It’s action stations for Ardern
speech. Except she was in Auckland’s plush Hilton Hotel addressing influential and wealthy business people.
Ardern told her audience that the fundamentals of the economy are good, strong. That’s what business people like to hear.
She told them unemployment was at 4.3 per cent, "the second lowest in a decade". That’s good, too, although many of the employed are like the family above, working several jobs because casualisation and low pay have made that a necessity.
‘‘Inflation is tracking at 1.9 per cent.’’ Another good point for the Government. But it must be acknowledged that wages are similarly depressed, to the point that someone making just $70,000 a year is now regarded as wealthy (the top 16 per cent of earners), and teachers and nurses, among others, have been campaigning in the streets.

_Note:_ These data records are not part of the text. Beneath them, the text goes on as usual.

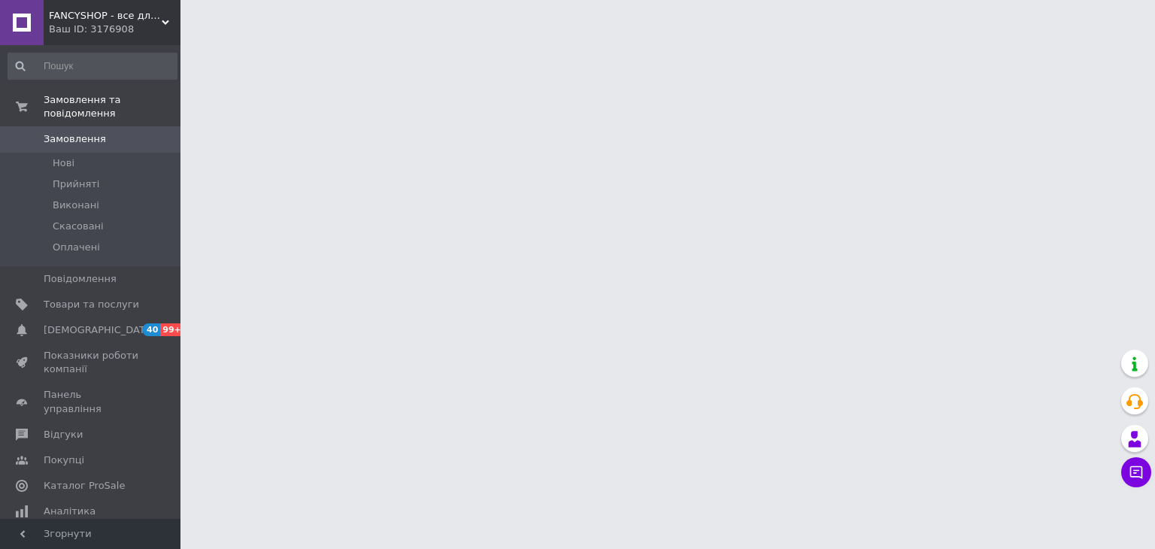 Image resolution: width=1155 pixels, height=549 pixels. What do you see at coordinates (63, 163) in the screenshot?
I see `span: Нові` at bounding box center [63, 163].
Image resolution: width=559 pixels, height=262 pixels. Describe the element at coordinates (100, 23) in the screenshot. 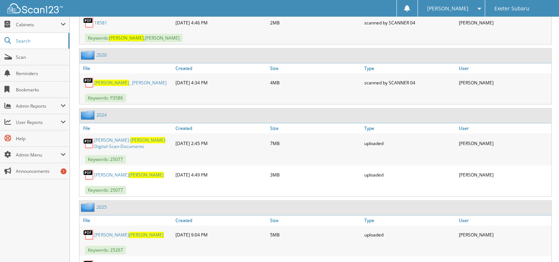

I see `a: 18581` at that location.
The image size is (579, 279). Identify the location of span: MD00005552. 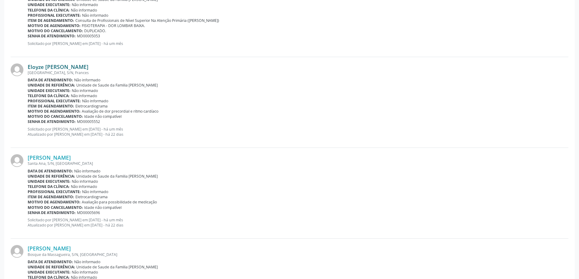
(88, 122).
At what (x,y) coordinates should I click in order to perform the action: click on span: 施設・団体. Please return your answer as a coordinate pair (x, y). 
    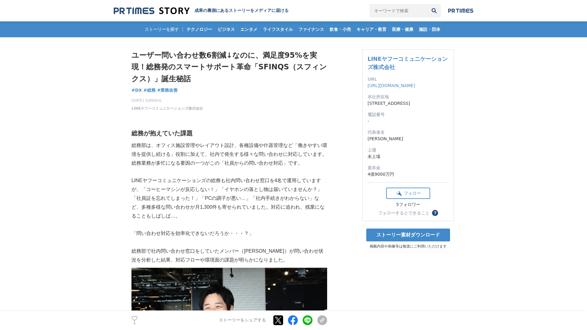
    Looking at the image, I should click on (430, 29).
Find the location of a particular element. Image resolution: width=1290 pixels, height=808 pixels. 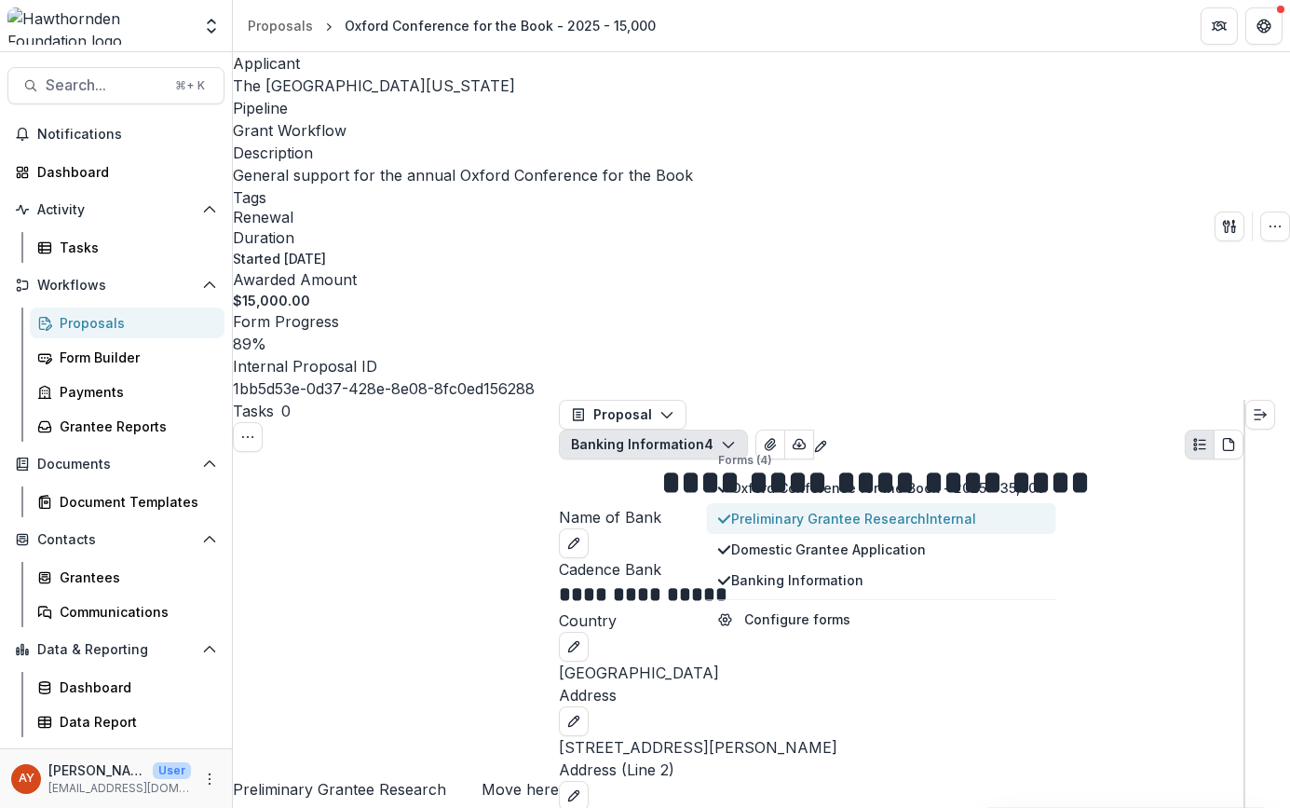

p: 89 % is located at coordinates (250, 344).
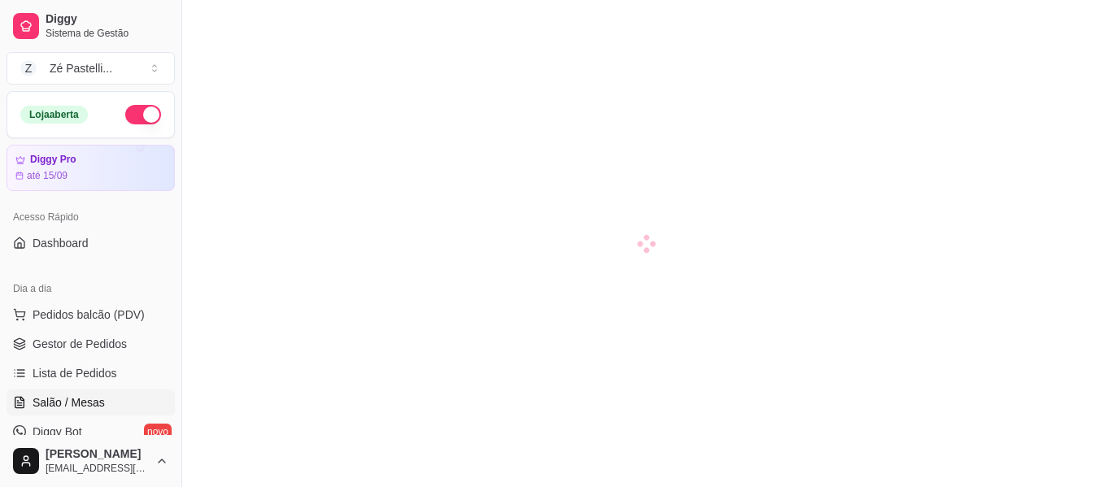 This screenshot has width=1111, height=487. Describe the element at coordinates (80, 344) in the screenshot. I see `span: Gestor de Pedidos` at that location.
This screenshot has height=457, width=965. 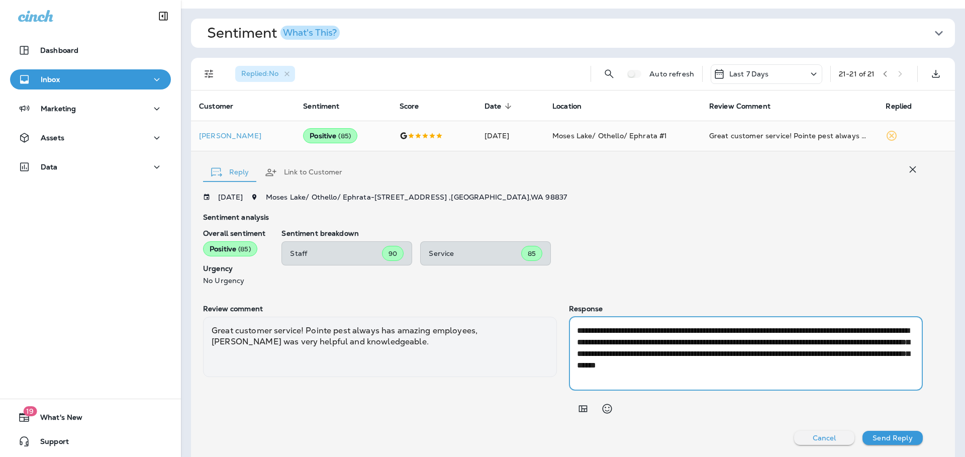 What do you see at coordinates (610, 136) in the screenshot?
I see `span: Moses Lake/ Othello/ Ephrata #1` at bounding box center [610, 136].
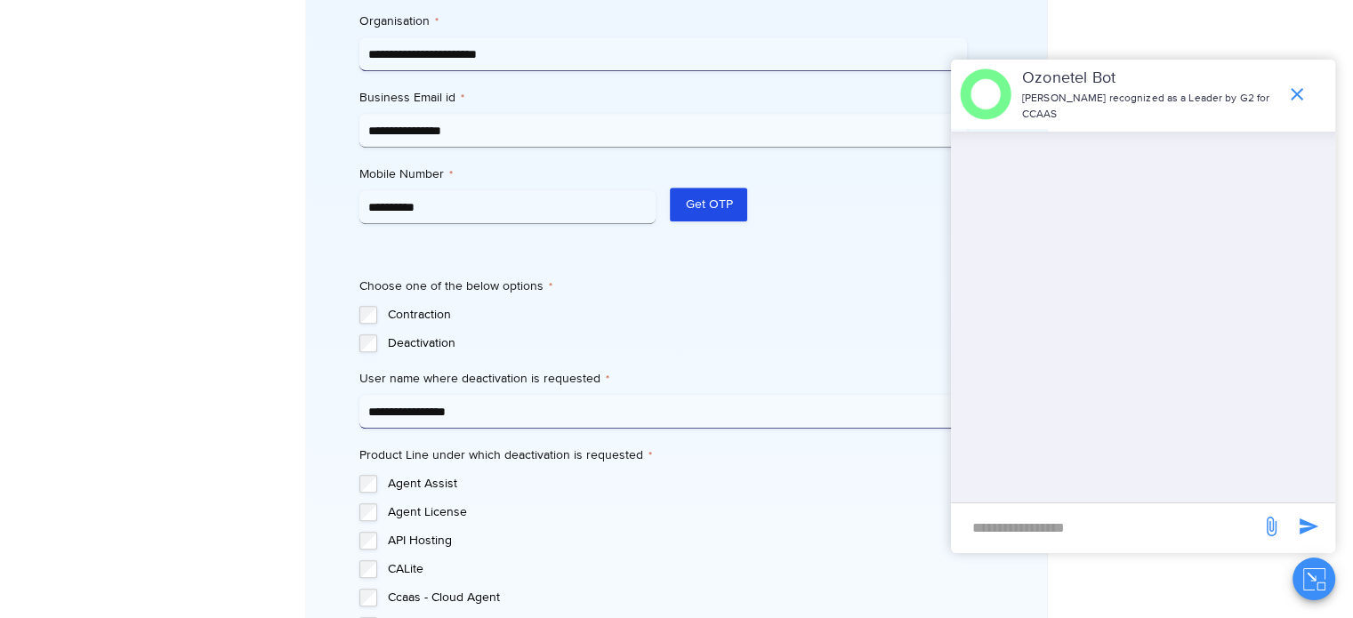 This screenshot has height=618, width=1353. Describe the element at coordinates (663, 21) in the screenshot. I see `label: Organisation` at that location.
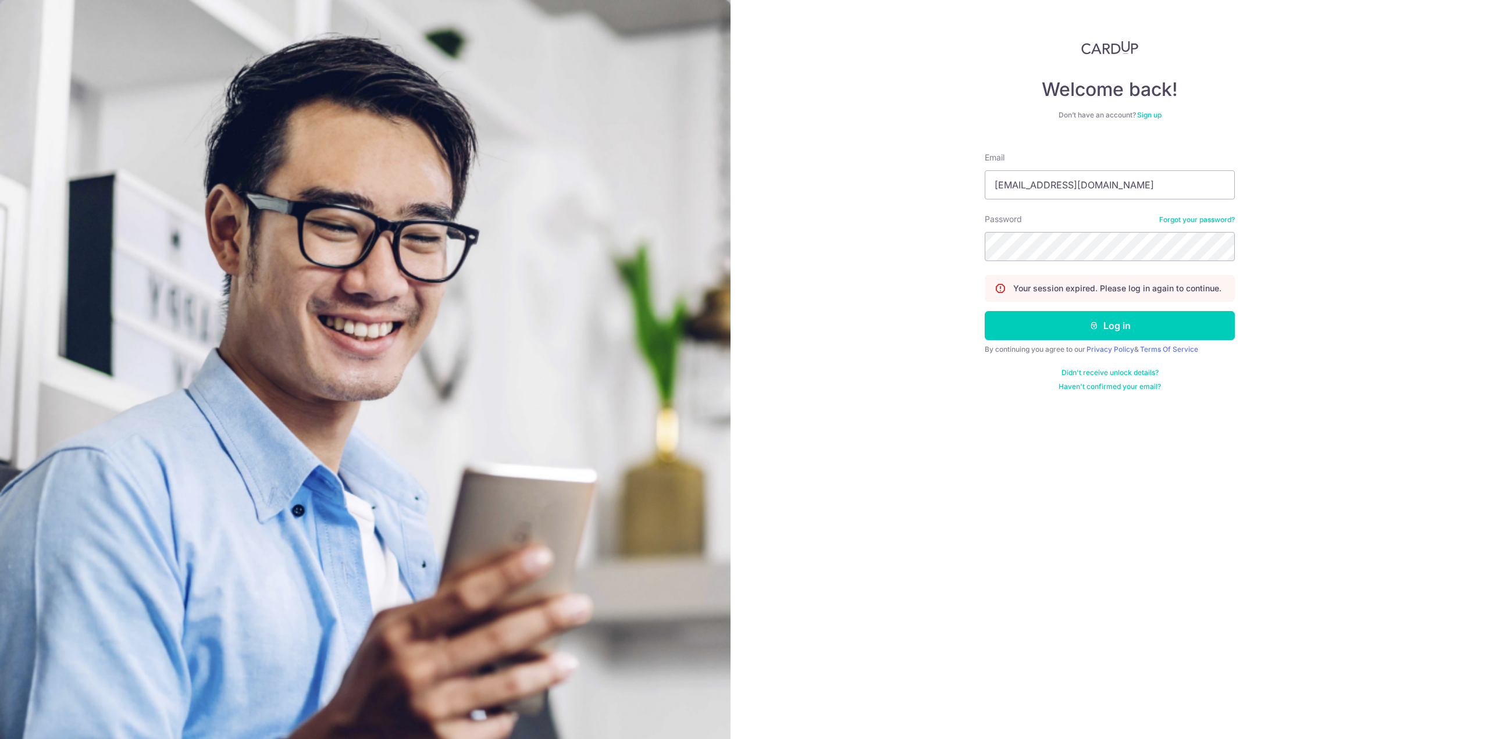 This screenshot has height=739, width=1489. What do you see at coordinates (1150, 115) in the screenshot?
I see `a: Sign up` at bounding box center [1150, 115].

Maybe the real elephant in the room is that this Government has left itself a great deal of work to do this year as it tries to lift the reality for so many to match the rosy outlook Ardern depicts.
It is already backtracking on key objectives, including the number of homes built in its KiwiBuild campaign and even cameras on fishing boats.
When they were elected, we worried that the elevation was perhaps a little unexpected and came without a coherent, robust plan. That concern deepened when they announced the first of many reviews and working groups; somewhere between 38 and 152.
The Government is reviewing everything from education, mental health, housing and tax to climate change, the prison population and the film industry.
That’s understandable for a new administration, especially one coming in after a long time in the wilderness. But the honeymoon is over. Many of those reviews conclude this year; they will be back before the Government and we will expect something else that is fundamental: action.
Labour and its coalition partners must be applauded for their political courage; some of these groups are considering economic and societal changes the previous National Government wouldn’t touch: cutting the prison population, closing the gap in educational achievement, a possible capital gains tax.
But having raised these pikes of ideological change, they now risk being impaled by them.
In her first State of the Nation address, Ardern chose an audience focused on poverty; her second was before the wealthy captains of industry. Her third will be the most important: in it she will want to demonstrate how she was able to meet the aspirations of the former while preserving the interests of the latter.
She’ll want to be successful, because elephants have long memories.